W.R. GRACE TRIAL
Hearing opens with EPA testimony on asbestos contamination
January 22, 2009 -- At a preliminary hearing for next month’s W.R. Grace trial, described by an EPA official as “one of the most significant criminal indictments for environmental crime in our history,” an expert witness in the government's case testified that researchers relied on well-founded science when determining the scope of asbestos contamination perpetrated by Grace.
W.R. Grace Co. and six former executives are charged with violating the federal Clean Air Act and obstructing an EPA investigation into asbestos contamination in the mining town of Libby, Montana, where exposure to asbestos has killed an estimated 300 to 400 residents and former Grace employees, while leaving hundreds more suffering from fatal illnesses, including mesothelioma.
Yesterday’s evidentiary hearing in Missoula, Montana, opened with testimony from Christopher Weis, an EPA toxicologist, who defended the merit of several studies being challenged by attorneys for Grace. In his testimony, Weis described living conditions in the town of Libby, where for decades W.R. Grace mined and processed asbestos-tainted vermiculite for many markets, including home insulation.
W.R. Grace asbestos hearing
Weis said Libby residents and workers’ families injured by asbestos exposure “had played on rope swings and dropped into piles of vermiculite, played on the high school track that was contaminated with ore and mine tailings. Others had worked at the mine and were exposed. Those who delivered materials to the mine, like those who filled the vending machines, were exposed.”
Even residents who reported no known exposure to the fiber showed signs of asbestos-related lung disease “simply from living in Libby,” Weis said.
“There were visible flakes of vermiculite everywhere. You never quite knew where it was going to turn up,” he said. “It wasn't surprising after we were there for a few months to find this material all over town - in people's gardens, in their driveways, that sort of thing.”
This week's hearing, almost entirely about the merits of scientific studies, could be the final hurdle before jury selection on Feb. 19.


> [Exercise goal]:
Number of lines with "Display" in the listing: report it, and nothing else.
*** Block opens ***
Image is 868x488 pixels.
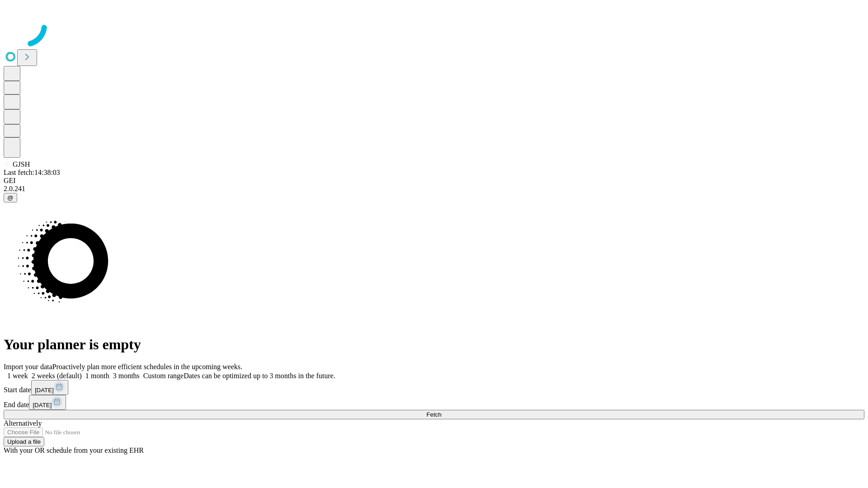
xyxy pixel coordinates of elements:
[32,372,82,380] span: 2 weeks (default)
[4,336,864,353] h1: Your planner is empty
[7,372,28,380] span: 1 week
[13,160,30,169] span: GJSH
[4,185,864,192] div: 2.0.241
[113,372,140,380] span: 3 months
[184,372,335,380] span: Dates can be optimized up to 3 months in the future.
[4,169,60,176] span: Last fetch: 14:38:03
[4,447,144,454] span: With your OR schedule from your existing EHR
[35,387,54,393] span: [DATE]
[31,380,68,395] button: [DATE]
[52,363,242,371] span: Proactively plan more efficient schedules in the upcoming weeks.
[4,437,44,447] button: Upload a file
[4,410,864,419] button: Fetch
[86,372,110,380] span: 1 month
[4,363,52,371] span: Import your data
[7,194,14,201] span: @
[4,395,864,410] div: End date
[4,177,864,185] div: GEI
[4,192,17,203] button: @
[29,395,66,410] button: [DATE]
[426,412,441,418] span: Fetch
[32,402,52,409] span: [DATE]
[4,380,864,395] div: Start date
[144,372,184,380] span: Custom range
[4,419,41,427] span: Alternatively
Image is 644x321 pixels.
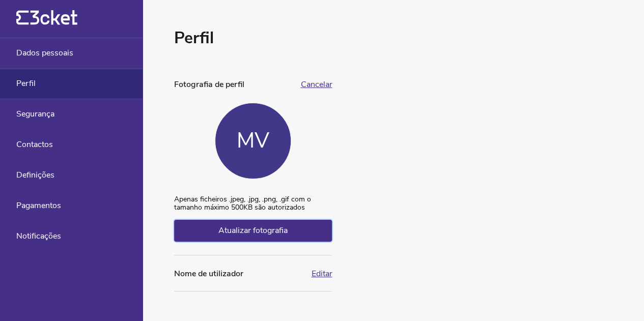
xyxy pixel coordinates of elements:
span: Apenas ficheiros .jpeg, .jpg, .png, .gif com o tamanho máximo 500KB são autorizados [174,196,332,220]
button: Editar [311,269,332,279]
a: {' '} [16,20,77,27]
span: Pagamentos [16,201,61,210]
g: {' '} [16,10,28,25]
span: Definições [16,171,55,180]
span: Dados pessoais [16,48,73,57]
div: Fotografia de perfil [174,78,294,91]
span: Contactos [16,140,53,149]
span: Perfil [16,79,35,88]
h1: Perfil [174,27,332,49]
span: Atualizar fotografia [218,225,287,236]
span: Notificações [16,232,61,241]
span: Segurança [16,110,55,118]
div: Nome de utilizador [174,268,305,280]
div: MV [237,129,269,153]
button: Cancelar [300,80,332,89]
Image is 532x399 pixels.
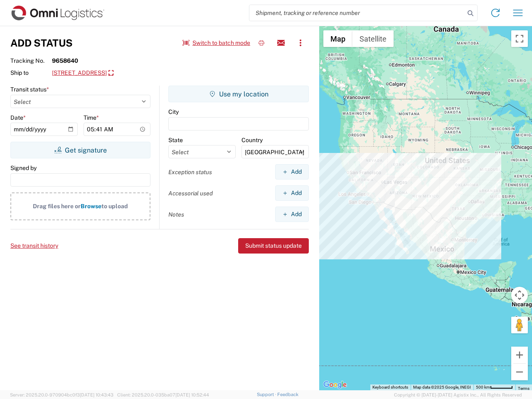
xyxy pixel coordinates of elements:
[10,392,113,398] span: Server: 2025.20.0-970904bc0f3
[52,57,78,65] strong: 9658640
[168,86,309,102] button: Use my location
[249,5,464,21] input: Shipment, tracking or reference number
[11,69,52,77] span: Ship to
[476,385,490,389] span: 500 km
[11,86,49,93] label: Transit status
[321,380,349,390] img: Google
[117,392,209,398] span: Client: 2025.20.0-035ba07
[242,137,263,144] label: Country
[168,137,183,144] label: State
[277,392,299,397] a: Feedback
[518,386,530,391] a: Terms
[238,238,309,254] button: Submit status update
[80,392,113,398] span: [DATE] 10:43:43
[52,66,113,80] a: [STREET_ADDRESS]
[323,30,353,47] button: Show street map
[511,287,528,303] button: Map camera controls
[275,164,309,179] button: Add
[257,392,278,397] a: Support
[33,203,81,209] span: Drag files here or
[176,392,209,398] span: [DATE] 10:52:44
[11,37,73,49] h3: Add Status
[168,108,179,116] label: City
[353,30,394,47] button: Show satellite imagery
[372,385,408,390] button: Keyboard shortcuts
[11,114,26,122] label: Date
[168,190,213,197] label: Accessorial used
[11,142,150,158] button: Get signature
[275,206,309,222] button: Add
[511,347,528,363] button: Zoom in
[511,317,528,333] button: Drag Pegman onto the map to open Street View
[83,114,99,122] label: Time
[275,185,309,201] button: Add
[413,385,471,389] span: Map data ©2025 Google, INEGI
[511,364,528,380] button: Zoom out
[511,30,528,47] button: Toggle fullscreen view
[168,168,212,176] label: Exception status
[11,57,52,65] span: Tracking No.
[182,36,250,50] button: Switch to batch mode
[474,385,516,390] button: Map Scale: 500 km per 51 pixels
[321,380,349,390] a: Open this area in Google Maps (opens a new window)
[168,211,184,218] label: Notes
[81,203,101,209] span: Browse
[11,164,37,172] label: Signed by
[11,239,58,253] button: See transit history
[101,203,128,209] span: to upload
[394,391,522,399] span: Copyright © [DATE]-[DATE] Agistix Inc., All Rights Reserved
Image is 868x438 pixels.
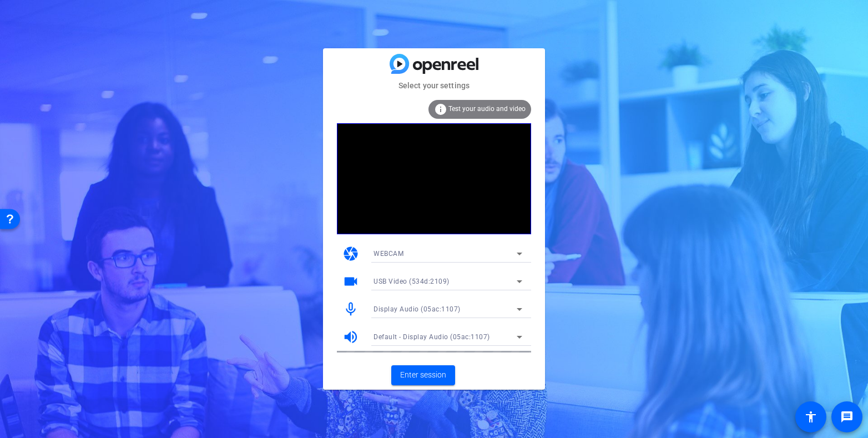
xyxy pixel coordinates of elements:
[343,328,359,345] mat-icon: volume_up
[400,369,446,381] span: Enter session
[434,103,448,116] mat-icon: info
[323,80,545,91] mat-card-subtitle: Select your settings
[343,301,359,318] mat-icon: mic_none
[343,246,359,262] mat-icon: camera
[804,410,818,424] mat-icon: accessibility
[374,250,404,257] span: WEBCAM
[840,410,854,424] mat-icon: message
[343,273,359,290] mat-icon: videocam
[391,365,455,386] button: Enter session
[449,105,526,113] span: Test your audio and video
[374,333,490,341] span: Default - Display Audio (05ac:1107)
[374,305,461,313] span: Display Audio (05ac:1107)
[390,54,479,73] img: blue-gradient.svg
[374,278,450,286] span: USB Video (534d:2109)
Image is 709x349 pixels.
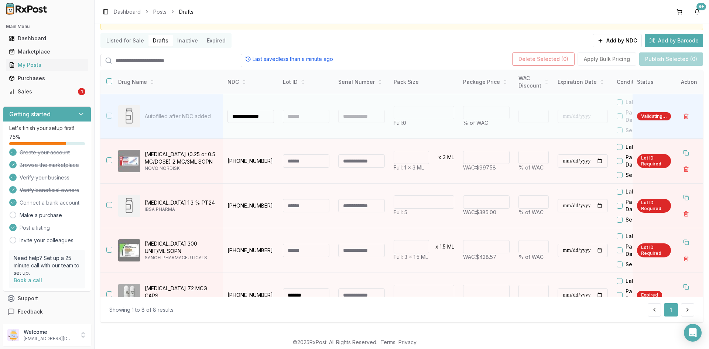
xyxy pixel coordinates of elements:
[626,109,668,124] label: Package Damaged
[637,243,671,258] div: Lot ID Required
[228,202,274,209] p: [PHONE_NUMBER]
[680,207,693,221] button: Delete
[394,254,428,260] span: Full: 3 x 1.5 ML
[558,78,608,86] div: Expiration Date
[153,8,167,16] a: Posts
[680,236,693,249] button: Duplicate
[9,75,85,82] div: Purchases
[173,35,202,47] button: Inactive
[118,239,140,262] img: Toujeo SoloStar 300 UNIT/ML SOPN
[78,88,85,95] div: 1
[179,8,194,16] span: Drafts
[436,243,439,250] p: x
[6,32,88,45] a: Dashboard
[24,336,75,342] p: [EMAIL_ADDRESS][DOMAIN_NAME]
[145,240,217,255] p: [MEDICAL_DATA] 300 UNIT/ML SOPN
[145,113,217,120] p: Autofilled after NDC added
[7,329,19,341] img: User avatar
[118,105,140,127] img: Drug Image
[394,164,424,171] span: Full: 1 x 3 ML
[114,8,141,16] a: Dashboard
[680,280,693,294] button: Duplicate
[3,59,91,71] button: My Posts
[6,58,88,72] a: My Posts
[20,212,62,219] a: Make a purchase
[626,154,668,168] label: Package Damaged
[394,209,408,215] span: Full: 5
[447,243,454,250] p: ML
[6,45,88,58] a: Marketplace
[697,3,706,10] div: 9+
[118,195,140,217] img: Licart 1.3 % PT24
[6,24,88,30] h2: Main Menu
[637,112,671,120] div: Validating...
[664,303,678,317] button: 1
[14,255,81,277] p: Need help? Set up a 25 minute call with our team to set up.
[680,191,693,204] button: Duplicate
[20,161,79,169] span: Browse the marketplace
[145,255,217,261] p: SANOFI PHARMACEUTICALS
[283,78,330,86] div: Lot ID
[3,292,91,305] button: Support
[20,174,69,181] span: Verify your business
[228,157,274,165] p: [PHONE_NUMBER]
[20,187,79,194] span: Verify beneficial owners
[440,243,446,250] p: 1.5
[593,34,642,47] button: Add by NDC
[149,35,173,47] button: Drafts
[675,70,703,94] th: Action
[680,110,693,123] button: Delete
[14,277,42,283] a: Book a call
[680,297,693,310] button: Delete
[3,72,91,84] button: Purchases
[680,163,693,176] button: Delete
[394,120,406,126] span: Full: 0
[626,143,663,151] label: Label Residue
[245,55,333,63] div: Last saved less than a minute ago
[145,285,217,300] p: [MEDICAL_DATA] 72 MCG CAPS
[626,198,668,213] label: Package Damaged
[9,125,85,132] p: Let's finish your setup first!
[519,75,549,89] div: WAC Discount
[626,288,668,303] label: Package Damaged
[519,209,544,215] span: % of WAC
[463,209,497,215] span: WAC: $385.00
[338,78,385,86] div: Serial Number
[20,224,50,232] span: Post a listing
[463,120,488,126] span: % of WAC
[399,339,417,345] a: Privacy
[3,86,91,98] button: Sales1
[626,171,657,179] label: Seal Broken
[6,72,88,85] a: Purchases
[9,88,76,95] div: Sales
[20,237,74,244] a: Invite your colleagues
[519,164,544,171] span: % of WAC
[3,305,91,318] button: Feedback
[626,243,668,258] label: Package Damaged
[3,33,91,44] button: Dashboard
[645,34,703,47] button: Add by Barcode
[626,233,663,240] label: Label Residue
[626,127,657,134] label: Seal Broken
[626,216,657,224] label: Seal Broken
[439,154,441,161] p: x
[18,308,43,316] span: Feedback
[228,291,274,299] p: [PHONE_NUMBER]
[692,6,703,18] button: 9+
[637,291,662,299] div: Expired
[9,61,85,69] div: My Posts
[613,70,668,94] th: Condition
[680,252,693,265] button: Delete
[20,149,70,156] span: Create your account
[519,254,544,260] span: % of WAC
[3,3,50,15] img: RxPost Logo
[145,166,217,171] p: NOVO NORDISK
[118,150,140,172] img: Ozempic (0.25 or 0.5 MG/DOSE) 2 MG/3ML SOPN
[633,70,676,94] th: Status
[118,284,140,306] img: Linzess 72 MCG CAPS
[9,48,85,55] div: Marketplace
[680,146,693,160] button: Duplicate
[626,277,663,285] label: Label Residue
[9,35,85,42] div: Dashboard
[626,188,663,195] label: Label Residue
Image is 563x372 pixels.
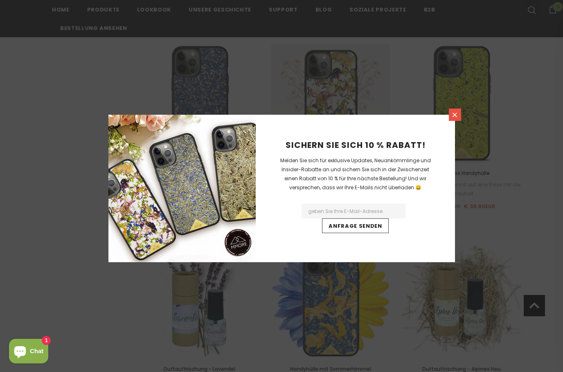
*** Block closes ***
> [Answer section]:
2